Beast Academy Practice 4D and its companion Guide 4D (sold separately) are the fourth part in a four-part series aligned to the Common Core State Standards for 4th grade mathematics. Level 4D includes chapters on fractions, decimals, and probability.
Beast Academy Guide 2A and its companion Practice 2A (sold separately) are the first part in the planned four-part series for 2nd grade mathematics. Book 2A includes chapters on place value, comparing, and addition.
Beast Academy Guide 4A and its companion Practice 4A (sold separately) are the first part in the planned four-part series aligned to the Common Core State Standards for 4th grade mathematics. Level 4A includes chapters on shapes, multiplication, and exponents.
Beast Academy Practice 2B and its companion Guide 2B (sold separately) are the second part in the planned four-part series for 2nd grade mathematics. Level 2B includes chapters on subtraction, expressions, and problem solving.
Beast Academy Guide 4C and its companion Practice 4C (sold separately) are the third part in the planned four-part series aligned to the Common Core State Standards for 4th grade mathematics. Level 4C includes chapters on factors, fractions, and integers.
Beast Academy Puzzles 2 contains over 400 puzzles in 12 different styles. Every puzzle style is part of the broader Beast Academy level 2 math curriculum. Whether used on their own or as part of the complete Beast Academy curriculum, these puzzles will delight and entertain puzzle solvers of all ages.The puzzles in this book are accessible to anyone with a solid understanding of numbers and good mental addition and subtraction skills as taught in the Beast Academy level 2 series. The difficulty ranges from straightforward puzzles meant to give a feel for how each puzzle works to diabolical stumpers written by world puzzle champion Palmer Mebane.
Beast Academy Practice 3A is aligned to the 2010 Common Core State Standards for 3rd grade mathematics. The book provides over 300 problems ranging from introductory level exercises to very challenging puzzles and word problems on shape classification, skip-counting, and perimeter and area.
Beast Academy Practice 5D and its companion Guide 5D (sold separately) are the fourth part in the four-part series for 5th grade mathematics. Level 5D includes chapters on percents, square roots, and exponents.
This book contains the most sustained and serious attack on mainstream, neoclassical economics in more than forty years. Nelson and Winter focus their critique on the basic question of how firms and industries change overtime. They marshal significant objections to the fundamental neoclassical assumptions of profit maximization and market equilibrium, which they find ineffective in the analysis of technological innovation and the dynamics of competition among firms. To replace these assumptions, they borrow from biology the concept of natural selection to construct a precise and detailed evolutionary theory of business behavior. They grant that films are motivated by profit and engage in search for ways of improving profits, but they do not consider them to be profit maximizing. Likewise, they emphasize the tendency for the more profitable firms to drive the less profitable ones out of business, but they do not focus their analysis on hypothetical states of industry equilibrium. The results of their new paradigm and analytical framework are impressive. Not only have they been able to develop more coherent and powerful models of competitive firm dynamics under conditions of growth and technological change, but their approach is compatible with findings in psychology and other social sciences. Finally, their work has important implications for welfare economics and for government policy toward industry.
In February 1999, only a few weeks before the U.S. Air Force spearheaded NATO's Allied Force air campaign against Serbia, Col. C.R. Anderegg, USAF (Ret.), visited the commander of the U.S. Air Forces in Europe. Colonel Anderegg had known Gen. John Jumper since they had served together as jet forward air controllers in Southeast Asia nearly thirty years earlier. From the vantage point of 1999, they looked back to the day in February 1970, when they first controlled a laser-guided bomb strike. In this book Anderegg takes us from "glimmers of hope" like that one through other major improvements in the Air Force that came between the Vietnam War and the Gulf War. Always central in Anderegg's account of those changes are the people who made them. This is a very personal book by an officer who participated in the transformation he describes so vividly. Much of his story revolves around the Fighter Weapons School at Nellis Air Force Base (AFB), Nevada, where he served two tours as an instructor pilot specializing in guided munitions.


(WHAT THE TASK REQUIRES) Select every line below containing the word "ellipse".

******

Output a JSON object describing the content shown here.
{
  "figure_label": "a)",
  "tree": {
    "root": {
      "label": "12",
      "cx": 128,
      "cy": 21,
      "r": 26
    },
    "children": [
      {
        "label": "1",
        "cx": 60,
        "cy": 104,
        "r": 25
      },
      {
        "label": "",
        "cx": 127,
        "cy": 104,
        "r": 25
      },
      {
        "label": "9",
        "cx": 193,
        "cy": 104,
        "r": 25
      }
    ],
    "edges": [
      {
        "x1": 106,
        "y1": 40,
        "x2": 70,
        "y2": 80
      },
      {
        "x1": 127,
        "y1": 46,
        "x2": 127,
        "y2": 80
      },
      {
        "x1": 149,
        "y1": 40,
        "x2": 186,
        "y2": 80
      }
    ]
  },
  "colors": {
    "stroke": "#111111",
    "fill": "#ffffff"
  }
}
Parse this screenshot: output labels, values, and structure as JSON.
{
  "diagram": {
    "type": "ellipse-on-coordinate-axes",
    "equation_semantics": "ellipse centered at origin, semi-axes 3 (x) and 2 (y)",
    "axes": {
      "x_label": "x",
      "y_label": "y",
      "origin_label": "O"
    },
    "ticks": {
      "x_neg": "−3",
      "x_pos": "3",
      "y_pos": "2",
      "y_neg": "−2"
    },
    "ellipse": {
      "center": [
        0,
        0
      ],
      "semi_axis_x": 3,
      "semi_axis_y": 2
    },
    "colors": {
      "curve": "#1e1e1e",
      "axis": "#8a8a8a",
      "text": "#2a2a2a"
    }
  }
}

******

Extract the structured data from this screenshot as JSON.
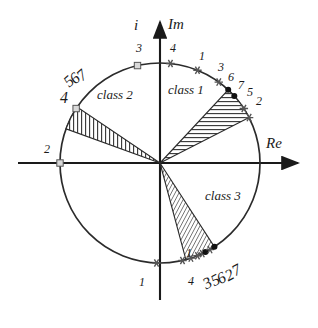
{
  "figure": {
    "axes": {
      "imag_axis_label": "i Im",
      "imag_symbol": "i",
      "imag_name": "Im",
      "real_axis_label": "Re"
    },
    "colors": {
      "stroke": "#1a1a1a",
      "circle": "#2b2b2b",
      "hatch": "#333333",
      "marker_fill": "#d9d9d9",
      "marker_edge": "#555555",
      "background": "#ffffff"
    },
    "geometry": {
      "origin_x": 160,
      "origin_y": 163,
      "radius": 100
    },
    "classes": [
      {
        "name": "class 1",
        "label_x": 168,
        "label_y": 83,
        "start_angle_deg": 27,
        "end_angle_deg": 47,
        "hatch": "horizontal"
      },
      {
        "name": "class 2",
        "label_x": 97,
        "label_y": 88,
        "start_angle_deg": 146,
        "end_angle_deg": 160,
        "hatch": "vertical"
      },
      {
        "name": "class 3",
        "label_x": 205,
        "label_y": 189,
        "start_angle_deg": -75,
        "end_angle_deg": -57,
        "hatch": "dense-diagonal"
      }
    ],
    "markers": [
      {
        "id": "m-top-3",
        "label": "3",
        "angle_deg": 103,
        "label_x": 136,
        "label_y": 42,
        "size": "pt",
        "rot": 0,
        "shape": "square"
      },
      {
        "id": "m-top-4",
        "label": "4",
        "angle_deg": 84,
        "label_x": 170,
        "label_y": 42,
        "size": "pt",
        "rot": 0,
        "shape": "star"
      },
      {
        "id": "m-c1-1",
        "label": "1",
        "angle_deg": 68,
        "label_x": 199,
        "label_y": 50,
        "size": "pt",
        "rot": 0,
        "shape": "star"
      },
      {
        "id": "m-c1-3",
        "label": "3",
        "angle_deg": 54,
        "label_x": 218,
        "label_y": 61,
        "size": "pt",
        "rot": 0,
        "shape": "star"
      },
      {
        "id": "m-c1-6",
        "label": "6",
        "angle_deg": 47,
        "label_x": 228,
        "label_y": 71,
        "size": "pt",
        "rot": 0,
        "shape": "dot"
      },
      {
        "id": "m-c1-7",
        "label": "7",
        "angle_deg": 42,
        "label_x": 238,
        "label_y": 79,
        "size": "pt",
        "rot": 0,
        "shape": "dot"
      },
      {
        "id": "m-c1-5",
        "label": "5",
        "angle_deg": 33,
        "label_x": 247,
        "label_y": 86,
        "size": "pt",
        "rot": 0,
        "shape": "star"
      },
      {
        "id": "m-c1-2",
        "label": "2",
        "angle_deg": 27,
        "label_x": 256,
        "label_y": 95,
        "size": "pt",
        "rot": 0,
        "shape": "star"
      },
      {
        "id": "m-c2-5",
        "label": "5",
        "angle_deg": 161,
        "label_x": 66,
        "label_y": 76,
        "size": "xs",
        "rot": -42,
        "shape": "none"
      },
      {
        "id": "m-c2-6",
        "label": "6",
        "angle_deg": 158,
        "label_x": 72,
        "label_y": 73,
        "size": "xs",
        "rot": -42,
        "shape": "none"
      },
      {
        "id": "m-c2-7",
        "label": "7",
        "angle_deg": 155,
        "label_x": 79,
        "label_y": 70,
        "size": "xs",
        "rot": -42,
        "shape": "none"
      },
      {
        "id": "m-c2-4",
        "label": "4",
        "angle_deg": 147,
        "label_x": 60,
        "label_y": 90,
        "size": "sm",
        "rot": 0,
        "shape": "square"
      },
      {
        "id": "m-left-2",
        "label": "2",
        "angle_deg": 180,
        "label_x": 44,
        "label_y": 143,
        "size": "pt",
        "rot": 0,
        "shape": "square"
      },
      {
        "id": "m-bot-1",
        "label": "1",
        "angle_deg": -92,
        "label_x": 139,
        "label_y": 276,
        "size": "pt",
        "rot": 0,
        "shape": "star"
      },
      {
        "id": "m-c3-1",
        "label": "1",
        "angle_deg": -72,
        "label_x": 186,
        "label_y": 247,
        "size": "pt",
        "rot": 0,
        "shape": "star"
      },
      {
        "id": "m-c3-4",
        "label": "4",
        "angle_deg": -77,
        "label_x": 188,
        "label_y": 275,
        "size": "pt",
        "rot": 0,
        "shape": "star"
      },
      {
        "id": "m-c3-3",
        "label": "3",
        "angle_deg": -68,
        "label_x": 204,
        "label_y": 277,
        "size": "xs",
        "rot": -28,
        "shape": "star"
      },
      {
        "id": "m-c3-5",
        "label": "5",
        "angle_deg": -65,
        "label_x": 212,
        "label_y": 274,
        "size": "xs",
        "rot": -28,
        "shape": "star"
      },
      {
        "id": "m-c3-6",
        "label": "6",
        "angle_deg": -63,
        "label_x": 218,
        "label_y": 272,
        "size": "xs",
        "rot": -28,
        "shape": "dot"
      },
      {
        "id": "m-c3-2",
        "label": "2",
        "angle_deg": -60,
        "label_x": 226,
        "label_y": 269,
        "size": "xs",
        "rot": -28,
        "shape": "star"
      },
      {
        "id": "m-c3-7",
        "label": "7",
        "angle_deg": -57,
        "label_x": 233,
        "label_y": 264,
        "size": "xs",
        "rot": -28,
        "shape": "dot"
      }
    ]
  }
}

******

(REPLY TO THE EXERCISE)
    "type": "ellipse-on-coordinate-axes",
    "equation_semantics": "ellipse centered at origin, semi-axes 3 (x) and 2 (y)",
    "ellipse": {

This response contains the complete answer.